While many young Japanese go to Canada to study English and some retirees enjoy holidays there, the number of Canadian theater companies staging performances in Japan are few and far between.

Quebec-based theater director, playwright and actor Robert Lepage — known for his work with the globe-trotting Cirque de Soleil — is one of the few Canadian dramatists who has bucked that trend, having been invited to Japan several times with both the circus spectacular and his own stagings.

The "Modern Canadian Drama Festival 2007," which runs through Aug. 5 in Tokyo, has been a valuable opportunity for audiences here to get a flavor not only of Lepage's work but of the current state of Canadian drama in general.

Testament to the festival's influence is that many of the works staged under its umbrella have since become popular in the repertoires of some Japanese theater companies.

Now, in its third installment (it was held previously in 2001 and 2004), the theme of this year's festival is "diaspora souls." All the featured plays are in Japanese and are centered around heroines on journeys of self-discovery.

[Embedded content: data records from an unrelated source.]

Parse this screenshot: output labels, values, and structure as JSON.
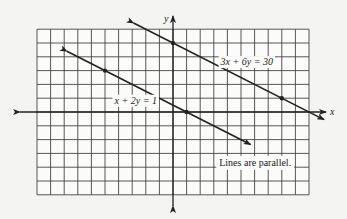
{
  "chart_data": {
    "type": "line",
    "title": "",
    "xlabel": "x",
    "ylabel": "y",
    "xlim": [
      -10,
      10
    ],
    "ylim": [
      -6,
      6
    ],
    "grid": true,
    "grid_step": 1,
    "series": [
      {
        "name": "x + 2y = 1",
        "equation": "x + 2y = 1",
        "x_range": [
          -7.8,
          5.7
        ],
        "points": [
          {
            "x": -5,
            "y": 3
          },
          {
            "x": 1,
            "y": 0
          }
        ],
        "slope": -0.5,
        "intercept": 0.5,
        "label_at": {
          "x": -4.3,
          "y": 0.6
        }
      },
      {
        "name": "3x + 6y = 30",
        "equation": "3x + 6y = 30",
        "x_range": [
          -2.9,
          11.1
        ],
        "points": [
          {
            "x": 0,
            "y": 5
          },
          {
            "x": 8,
            "y": 1
          }
        ],
        "slope": -0.5,
        "intercept": 5,
        "label_at": {
          "x": 3.5,
          "y": 3.4
        }
      }
    ],
    "annotations": [
      {
        "text": "Lines are parallel.",
        "x": 3.4,
        "y": -3.9
      }
    ],
    "colors": {
      "line": "#222222",
      "grid": "#444444",
      "background": "#f4f4f2"
    }
  }
}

Kenzo Kimura, who studied drama in Canada in 2004 on a Japanese government scholarship, and is the director of the Tokyo-based Marshmallow Waves company, will present "You Are Here" by Daniel MacIvor, the winner of the 2006 Governor-General's Literary Award in Drama, a Canadian drama prize.

Jun Kurata, leader of Tokyo's popular all-male theater company Studio Life, stages "Orphan Muses," by one of Canada's favorite playwrights, Michel Marc Bouchard.

Also showing is "Le Collier d'Helene (Helen's Necklace)," by rising playwright Carole Frechette.

"Helen's Necklace" runs through July 15; "You Are Here" runs July 17-22; and "Orphan Muses" runs July 25-Aug. 5. All plays show at Theater X (Cai) in Tokyo's Sumida Ward. The theater is a 3-min. walk from JR Ryogoku Station. Tickets are 3,000-5,000 yen yen.